Work Classification Layer
Compare Works
Pick two or more works to set their attribute fingerprints, dimension-by-dimension passages, and shared school embodiments side by side. Especially useful for author-stage comparisons (Wittgenstein early vs late) and for setting a single tradition's foundational texts against each other.
Atomic Theory and the Description of Nature
Bohr's 1934 essay collection — the philosophical statement of complementarity for general audiences
Attribute Fingerprint
Rows where works disagree are highlighted in gold. The full ontology grid is shown.
| Attribute | Atomic Theory and the Description of Nature (Mid-career) |
|---|---|
| Time · Extent | Infinite |
| Time · Ontological Status | Relational |
| Time · Grain | Continuous |
| Time · Freedom | NDet |
| Time · Traversability | Linear |
| Time · Dimensionality | One |
| Time · Direction | Uni-directional |
| Space · Extent | Infinite |
| Space · Ontological Status | Relational |
| Space · Curvature | Curved |
| Space · Dimensionality | Three |
| Space · Locality | Non-local |
| Matter · Extent | Finite |
| Matter · Ontological Status | Relational |
| Matter · Conservation | Conserved |
| Matter · Dimensionality | Three |
| Matter · Locality | Non-local |
| Observer · Time Instance | Single |
| Observer · Space Instance | Single |
| Observer · Knowledge Extent | Immediate |
| Observer · Knowledge Retainment | Total |
| Observer · Physicality | Embodied |
| Observer · Agency | Active |
| Observer · Number | Plural |
| Observer · Metaphysical Agency | Limited |
| Observer · Moral Authority | Reason |
| Observer · Theological Method | — |
| Energy · Extent | Finite |
| Energy · Ontological Status | Substantival |
| Energy · Conservation | Conserved |
| Energy · Dispersibility | Irreversible |
| Information · Ontological Status | Relational |
| Information · Cosmic Conservation | Conserved |
| Information · Personal Conservation | Non-conserved |
| Information · Granularity | Discrete |
Dimension-by-Dimension Evidence
What each work's passages reveal about its stance on each of the six dimensions.
Time
Atomic Theory and the Description of Nature
1934 publication; essays composed 1925-1932. The collection spans the high-quantum-revolution period from the early matrix mechanics (1925) to the founding of the Solvay-conference Copenhagen tradition (1927-1930).
Space
Atomic Theory and the Description of Nature
Copenhagen Institute (Niels Bohr Institute for Theoretical Physics, founded 1921 with Rockefeller Foundation funding) — the geographical-institutional centre of the Copenhagen interpretation.
Matter
Atomic Theory and the Description of Nature
Five-essay collection (~120 pages in standard editions). Form is philosophical-pedagogical rather than technical-physics: Bohr deliberately addresses readers beyond the narrow community of quantum physicists.
Observer
Atomic Theory and the Description of Nature
Mid-Bohr. The observer-philosopher-physicist is at the height of his interpretive-philosophical authority over the quantum-mechanical community; the 1925-1932 period saw the establishment of the Copenhagen interpretation as the dominant philosophical framework.
Energy
Atomic Theory and the Description of Nature
Programmatic energies of the mature Copenhagen school. The 1927 Como Lecture was the founding event; the subsequent essays consolidate the framework.
Information
Atomic Theory and the Description of Nature
Collection of philosophical-pedagogical essays. The Como Lecture (essay 1) is the most-cited; 'Light and Life' (essay 4) extending complementarity to biology has been continuously productive in the philosophy of biology.
Internal Tensions
Where each work's argument pulls against itself.
First systematic Bohrian philosophical statement; the canonical reference for complementarity outside the technical physics literature. Read continuously since 1934 by physicists, philosophers of physics, and historians of science; the central reference point for the Copenhagen-interpretation tradition and for the long-running debate over the foundations of quantum mechanics.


### Assignment
Repeat the records below exactly as they appear.

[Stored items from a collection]
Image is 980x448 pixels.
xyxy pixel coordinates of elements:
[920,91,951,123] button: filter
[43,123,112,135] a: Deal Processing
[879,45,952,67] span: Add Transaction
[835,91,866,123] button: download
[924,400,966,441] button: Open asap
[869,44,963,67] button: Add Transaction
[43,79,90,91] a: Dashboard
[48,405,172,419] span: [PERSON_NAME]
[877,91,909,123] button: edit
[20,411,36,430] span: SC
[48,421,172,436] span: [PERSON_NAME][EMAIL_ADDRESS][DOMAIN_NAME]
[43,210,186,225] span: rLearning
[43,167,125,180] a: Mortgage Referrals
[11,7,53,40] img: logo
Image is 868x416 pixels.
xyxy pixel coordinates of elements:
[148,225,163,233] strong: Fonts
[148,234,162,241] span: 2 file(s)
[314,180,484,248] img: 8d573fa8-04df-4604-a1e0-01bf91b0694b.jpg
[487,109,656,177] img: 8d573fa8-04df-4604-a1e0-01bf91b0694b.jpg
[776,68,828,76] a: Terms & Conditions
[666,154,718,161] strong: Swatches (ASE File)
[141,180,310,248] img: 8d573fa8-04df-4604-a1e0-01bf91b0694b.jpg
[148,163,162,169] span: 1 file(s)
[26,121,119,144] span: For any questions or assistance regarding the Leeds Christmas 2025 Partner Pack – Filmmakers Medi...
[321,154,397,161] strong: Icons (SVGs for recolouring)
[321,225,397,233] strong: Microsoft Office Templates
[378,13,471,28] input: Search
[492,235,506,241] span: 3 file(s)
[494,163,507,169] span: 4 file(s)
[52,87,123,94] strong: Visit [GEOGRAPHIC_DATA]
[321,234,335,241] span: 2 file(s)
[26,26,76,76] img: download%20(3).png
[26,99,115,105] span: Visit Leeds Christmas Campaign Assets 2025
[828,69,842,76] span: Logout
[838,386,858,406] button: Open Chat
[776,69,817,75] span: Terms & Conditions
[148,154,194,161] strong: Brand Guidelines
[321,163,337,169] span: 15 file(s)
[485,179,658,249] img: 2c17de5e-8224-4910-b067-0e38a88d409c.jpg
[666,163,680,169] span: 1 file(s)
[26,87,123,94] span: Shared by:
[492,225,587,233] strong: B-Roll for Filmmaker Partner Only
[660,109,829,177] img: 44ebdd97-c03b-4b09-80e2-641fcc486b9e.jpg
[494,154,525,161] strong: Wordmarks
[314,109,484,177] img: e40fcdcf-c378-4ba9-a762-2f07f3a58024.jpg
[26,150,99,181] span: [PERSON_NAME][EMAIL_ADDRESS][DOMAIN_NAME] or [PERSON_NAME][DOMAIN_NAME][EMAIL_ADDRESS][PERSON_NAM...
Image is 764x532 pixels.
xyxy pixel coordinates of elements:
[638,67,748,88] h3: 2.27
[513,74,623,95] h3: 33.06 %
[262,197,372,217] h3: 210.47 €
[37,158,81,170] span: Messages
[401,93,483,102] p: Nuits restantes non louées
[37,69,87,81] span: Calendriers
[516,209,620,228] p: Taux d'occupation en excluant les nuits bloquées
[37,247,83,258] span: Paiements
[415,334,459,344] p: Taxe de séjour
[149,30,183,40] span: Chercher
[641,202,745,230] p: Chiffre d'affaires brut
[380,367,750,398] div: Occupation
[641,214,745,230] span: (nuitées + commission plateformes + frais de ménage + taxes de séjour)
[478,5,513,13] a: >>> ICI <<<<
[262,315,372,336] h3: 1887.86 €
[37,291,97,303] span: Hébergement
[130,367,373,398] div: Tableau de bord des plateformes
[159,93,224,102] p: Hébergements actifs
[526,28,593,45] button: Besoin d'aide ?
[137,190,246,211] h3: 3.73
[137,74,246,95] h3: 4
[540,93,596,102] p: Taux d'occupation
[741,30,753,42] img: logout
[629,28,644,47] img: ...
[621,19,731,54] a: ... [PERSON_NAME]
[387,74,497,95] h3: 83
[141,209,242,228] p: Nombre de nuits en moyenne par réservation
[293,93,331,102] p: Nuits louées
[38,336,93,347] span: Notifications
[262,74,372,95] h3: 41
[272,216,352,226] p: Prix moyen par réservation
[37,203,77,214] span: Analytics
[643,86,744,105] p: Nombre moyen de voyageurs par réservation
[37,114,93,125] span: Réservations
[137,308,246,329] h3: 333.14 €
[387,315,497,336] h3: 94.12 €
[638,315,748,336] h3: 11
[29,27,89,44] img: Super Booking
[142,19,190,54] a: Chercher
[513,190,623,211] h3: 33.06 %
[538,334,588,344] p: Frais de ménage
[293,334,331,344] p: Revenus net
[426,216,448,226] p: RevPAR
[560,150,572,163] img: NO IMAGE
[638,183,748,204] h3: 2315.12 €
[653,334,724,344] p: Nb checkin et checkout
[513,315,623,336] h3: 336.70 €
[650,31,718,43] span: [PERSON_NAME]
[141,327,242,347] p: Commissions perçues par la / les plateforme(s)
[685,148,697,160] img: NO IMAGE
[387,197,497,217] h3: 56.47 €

### Solution to the exercise
Image is 980x448 pixels.
xyxy pixel coordinates of elements:
[920,91,951,123] button: filter
[43,123,112,135] a: Deal Processing
[879,45,952,67] span: Add Transaction
[835,91,866,123] button: download
[924,400,966,441] button: Open asap
[869,44,963,67] button: Add Transaction
[43,79,90,91] a: Dashboard
[48,405,172,419] span: [PERSON_NAME]
[877,91,909,123] button: edit
[20,411,36,430] span: SC
[48,421,172,436] span: [PERSON_NAME][EMAIL_ADDRESS][DOMAIN_NAME]
[43,210,186,225] span: rLearning
[43,167,125,180] a: Mortgage Referrals
[11,7,53,40] img: logo
Image is 868x416 pixels.
xyxy pixel coordinates of elements:
[148,225,163,233] strong: Fonts
[148,234,162,241] span: 2 file(s)
[314,180,484,248] img: 8d573fa8-04df-4604-a1e0-01bf91b0694b.jpg
[487,109,656,177] img: 8d573fa8-04df-4604-a1e0-01bf91b0694b.jpg
[776,68,828,76] a: Terms & Conditions
[666,154,718,161] strong: Swatches (ASE File)
[141,180,310,248] img: 8d573fa8-04df-4604-a1e0-01bf91b0694b.jpg
[148,163,162,169] span: 1 file(s)
[26,121,119,144] span: For any questions or assistance regarding the Leeds Christmas 2025 Partner Pack – Filmmakers Medi...
[321,154,397,161] strong: Icons (SVGs for recolouring)
[321,225,397,233] strong: Microsoft Office Templates
[378,13,471,28] input: Search
[492,235,506,241] span: 3 file(s)
[494,163,507,169] span: 4 file(s)
[52,87,123,94] strong: Visit [GEOGRAPHIC_DATA]
[321,234,335,241] span: 2 file(s)
[26,26,76,76] img: download%20(3).png
[26,99,115,105] span: Visit Leeds Christmas Campaign Assets 2025
[828,69,842,76] span: Logout
[838,386,858,406] button: Open Chat
[776,69,817,75] span: Terms & Conditions
[148,154,194,161] strong: Brand Guidelines
[321,163,337,169] span: 15 file(s)
[485,179,658,249] img: 2c17de5e-8224-4910-b067-0e38a88d409c.jpg
[666,163,680,169] span: 1 file(s)
[26,87,123,94] span: Shared by:
[492,225,587,233] strong: B-Roll for Filmmaker Partner Only
[660,109,829,177] img: 44ebdd97-c03b-4b09-80e2-641fcc486b9e.jpg
[494,154,525,161] strong: Wordmarks
[314,109,484,177] img: e40fcdcf-c378-4ba9-a762-2f07f3a58024.jpg
[26,150,99,181] span: [PERSON_NAME][EMAIL_ADDRESS][DOMAIN_NAME] or [PERSON_NAME][DOMAIN_NAME][EMAIL_ADDRESS][PERSON_NAM...
Image is 764x532 pixels.
xyxy pixel coordinates of elements:
[638,67,748,88] h3: 2.27
[513,74,623,95] h3: 33.06 %
[262,197,372,217] h3: 210.47 €
[37,158,81,170] span: Messages
[401,93,483,102] p: Nuits restantes non louées
[37,69,87,81] span: Calendriers
[516,209,620,228] p: Taux d'occupation en excluant les nuits bloquées
[37,247,83,258] span: Paiements
[415,334,459,344] p: Taxe de séjour
[149,30,183,40] span: Chercher
[641,202,745,230] p: Chiffre d'affaires brut
[380,367,750,398] div: Occupation
[641,214,745,230] span: (nuitées + commission plateformes + frais de ménage + taxes de séjour)
[478,5,513,13] a: >>> ICI <<<<
[262,315,372,336] h3: 1887.86 €
[37,291,97,303] span: Hébergement
[130,367,373,398] div: Tableau de bord des plateformes
[159,93,224,102] p: Hébergements actifs
[526,28,593,45] button: Besoin d'aide ?
[137,190,246,211] h3: 3.73
[137,74,246,95] h3: 4
[540,93,596,102] p: Taux d'occupation
[741,30,753,42] img: logout
[629,28,644,47] img: ...
[621,19,731,54] a: ... [PERSON_NAME]
[387,74,497,95] h3: 83
[141,209,242,228] p: Nombre de nuits en moyenne par réservation
[293,93,331,102] p: Nuits louées
[38,336,93,347] span: Notifications
[262,74,372,95] h3: 41
[272,216,352,226] p: Prix moyen par réservation
[37,203,77,214] span: Analytics
[643,86,744,105] p: Nombre moyen de voyageurs par réservation
[37,114,93,125] span: Réservations
[137,308,246,329] h3: 333.14 €
[387,315,497,336] h3: 94.12 €
[638,315,748,336] h3: 11
[29,27,89,44] img: Super Booking
[142,19,190,54] a: Chercher
[513,190,623,211] h3: 33.06 %
[538,334,588,344] p: Frais de ménage
[293,334,331,344] p: Revenus net
[426,216,448,226] p: RevPAR
[560,150,572,163] img: NO IMAGE
[638,183,748,204] h3: 2315.12 €
[653,334,724,344] p: Nb checkin et checkout
[513,315,623,336] h3: 336.70 €
[650,31,718,43] span: [PERSON_NAME]
[141,327,242,347] p: Commissions perçues par la / les plateforme(s)
[685,148,697,160] img: NO IMAGE
[387,197,497,217] h3: 56.47 €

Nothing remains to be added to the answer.